Newspaper references: Otago Daily Times, 20 September 1864 p.6 (call for tenders), 13 March 1865 p.3 (Howorth, Barton & Howorth), 18 April 1865 p.9 (fully occupied, architects named); 13 October 1875 p.2 (additions and sale of building), 15 October 1875 p.2 (sale of building), 27 October 1875 p.2 (additions), 3 March 1877 p.2 (English cricketers in residence), 9 August 1877 p.4 (additions designed by R.A. Lawson), 11 October 1884 p.2 (purchased by Mutual Life Association), 1 December 1884 p.4 (sale of furniture etc.), 2 October 1893 p.3 (advertisement for The Shades Hotel), 12 November 1896 p.5 (Glasgow Hotel, also known as Shades); Illustrated New Zealand Herald, 1 July 1868 p.6 and supp. (description and illustration); Evening Star, 22 June 1968 (‘Do you remember the Shades Hotel?’), 29 June 1968 (letter to editor), 1 July 1968 (letter to editor), 13 August 1968 (‘They remember Shades Hotel in this city’).

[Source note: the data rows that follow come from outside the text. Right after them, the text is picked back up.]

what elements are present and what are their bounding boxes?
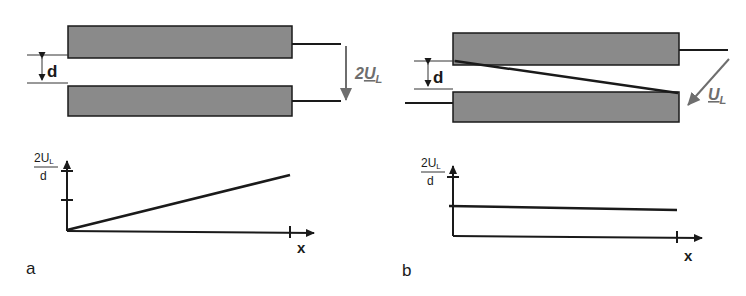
gap-label: d xyxy=(47,62,57,81)
x-axis-label: x xyxy=(684,247,693,264)
voltage-label: 2UL xyxy=(354,65,382,85)
panel-a-capacitor: d 2UL xyxy=(27,26,382,116)
field-curve xyxy=(449,206,677,210)
x-axis xyxy=(453,236,702,238)
panel-label-a: a xyxy=(26,259,36,278)
diagram-canvas: d 2UL d UL 2UL d x a xyxy=(0,0,746,296)
x-axis xyxy=(67,231,314,233)
top-plate xyxy=(453,33,679,65)
y-axis-label-denominator: d xyxy=(40,169,47,183)
y-axis-label-numerator: 2UL xyxy=(34,151,54,166)
bottom-plate xyxy=(453,92,679,122)
field-curve xyxy=(67,175,290,230)
graph-b: 2UL d x b xyxy=(402,156,702,280)
y-axis-label-numerator: 2UL xyxy=(421,156,441,171)
top-plate xyxy=(68,26,292,58)
voltage-label: UL xyxy=(708,86,727,106)
y-axis-label-denominator: d xyxy=(427,174,434,188)
gap-label: d xyxy=(433,68,443,87)
panel-label-b: b xyxy=(402,261,411,280)
graph-a: 2UL d x a xyxy=(26,151,314,278)
diagonal-resistive-layer xyxy=(455,61,678,93)
x-axis-label: x xyxy=(297,239,306,256)
bottom-plate xyxy=(68,86,292,116)
panel-b-capacitor: d UL xyxy=(405,33,729,122)
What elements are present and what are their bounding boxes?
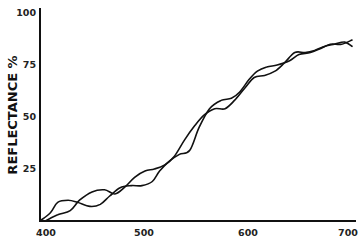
reflectance-chart: REFLECTANCE % 255075100 400500600700 <box>0 0 359 247</box>
x-tick-label: 600 <box>238 227 258 238</box>
y-tick-label: 100 <box>16 7 36 18</box>
series-line-curve-b <box>45 42 352 221</box>
y-axis-label: REFLECTANCE % <box>5 55 20 174</box>
x-tick-labels: 400500600700 <box>36 227 358 238</box>
axes <box>39 8 356 221</box>
y-tick-label: 50 <box>23 111 37 122</box>
x-tick-label: 700 <box>338 227 358 238</box>
series-group <box>40 40 352 221</box>
x-tick-label: 400 <box>36 227 56 238</box>
x-tick-label: 500 <box>134 227 154 238</box>
y-tick-label: 25 <box>23 163 36 174</box>
y-tick-label: 75 <box>23 59 36 70</box>
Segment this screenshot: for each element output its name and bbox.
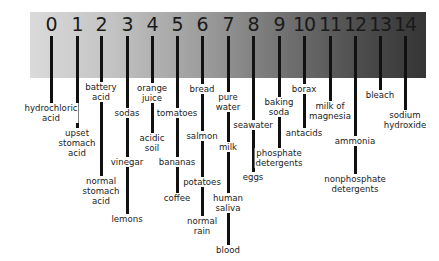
substance-label: bread bbox=[189, 84, 216, 94]
substance-label: upsetstomachacid bbox=[58, 128, 97, 158]
ph-tick-line-6 bbox=[201, 36, 204, 216]
ph-number-6: 6 bbox=[189, 13, 215, 35]
ph-tick-line-10 bbox=[303, 36, 306, 128]
ph-tick-line-11 bbox=[329, 36, 332, 101]
ph-number-13: 13 bbox=[367, 13, 393, 35]
substance-label: orangejuice bbox=[136, 83, 168, 103]
ph-tick-line-14 bbox=[404, 36, 407, 110]
substance-label: normalrain bbox=[186, 216, 218, 236]
ph-number-11: 11 bbox=[317, 13, 343, 35]
ph-tick-line-0 bbox=[50, 36, 53, 103]
substance-label: acidicsoil bbox=[139, 133, 166, 153]
substance-label: milk ofmagnesia bbox=[308, 101, 352, 121]
substance-label: eggs bbox=[242, 172, 265, 182]
substance-label: lemons bbox=[110, 214, 143, 224]
substance-label: blood bbox=[215, 245, 241, 255]
substance-label: vinegar bbox=[110, 157, 144, 167]
substance-label: purewater bbox=[215, 92, 242, 112]
substance-label: coffee bbox=[163, 193, 191, 203]
substance-label: sodiumhydroxide bbox=[383, 110, 428, 130]
substance-label: normalstomachacid bbox=[82, 176, 121, 206]
substance-label: phosphatedetergents bbox=[255, 148, 304, 168]
ph-number-2: 2 bbox=[88, 13, 114, 35]
substance-label: milk bbox=[218, 142, 238, 152]
ph-number-0: 0 bbox=[38, 13, 64, 35]
ph-number-14: 14 bbox=[392, 13, 418, 35]
substance-label: salmon bbox=[185, 131, 218, 141]
ph-tick-line-7 bbox=[227, 36, 230, 245]
substance-label: ammonia bbox=[334, 136, 376, 146]
substance-label: nonphosphatedetergents bbox=[323, 174, 387, 194]
substance-label: batteryacid bbox=[84, 82, 117, 102]
ph-tick-line-12 bbox=[354, 36, 357, 174]
substance-label: bakingsoda bbox=[264, 97, 295, 117]
ph-tick-line-2 bbox=[100, 36, 103, 176]
substance-label: tomatoes bbox=[156, 108, 199, 118]
substance-label: bleach bbox=[365, 90, 396, 100]
ph-number-10: 10 bbox=[291, 13, 317, 35]
ph-number-4: 4 bbox=[139, 13, 165, 35]
substance-label: hydrochloricacid bbox=[23, 103, 78, 123]
substance-label: seawater bbox=[232, 120, 274, 130]
ph-number-1: 1 bbox=[64, 13, 90, 35]
substance-label: antacids bbox=[285, 128, 323, 138]
ph-tick-line-3 bbox=[126, 36, 129, 214]
ph-number-9: 9 bbox=[266, 13, 292, 35]
substance-label: sodas bbox=[114, 108, 141, 118]
substance-label: borax bbox=[291, 84, 318, 94]
ph-number-7: 7 bbox=[215, 13, 241, 35]
ph-number-8: 8 bbox=[240, 13, 266, 35]
substance-label: potatoes bbox=[182, 177, 222, 187]
ph-tick-line-9 bbox=[278, 36, 281, 148]
ph-number-5: 5 bbox=[164, 13, 190, 35]
substance-label: bananas bbox=[158, 157, 197, 167]
ph-number-3: 3 bbox=[114, 13, 140, 35]
substance-label: humansaliva bbox=[212, 193, 244, 213]
ph-tick-line-13 bbox=[379, 36, 382, 90]
ph-number-12: 12 bbox=[342, 13, 368, 35]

Other references: Stone’s Otago and Southland Directory; Wise’s New Zealand Post Office Directory; telephone directories; Herbert Webb, ‘The legal profession in Dunedin in “the sixties” of last century and somewhat later’ (Hocken Collections, Misc-MS-1283); Dalziel Architects records (Hocken Collections, ARC-0520).

The Rio Grande

Built: 1927-1928
Address: 73 Princes Street
Architects: David Gourlay Mowat
Builders: G. Lawrence & Sons

This wee gem often catches my eye. The Rio Grande was the restaurant of Dimitrios Pagonis (1893-1976), a Greek immigrant from the island of Evvia. Pagonis had arrived in Dunedin in 1915, when he went into business as a confectioner and opened the Anglo American Candy Kitchen. He sold the business in 1927, when he commissioned architect D.G. Mowat to replace the 1860s building at 73 Princes Street (part of a larger block of shops) with a new structure. Plans dated 24 August 1927 show a building with three levels (two above the street and one below) on a concrete foundation that would allow the height to be increased to a total of five levels if required. The restaurant occupied the ground floor and basement, and the first floor was used as office space. The builders were Lawrence & Sons.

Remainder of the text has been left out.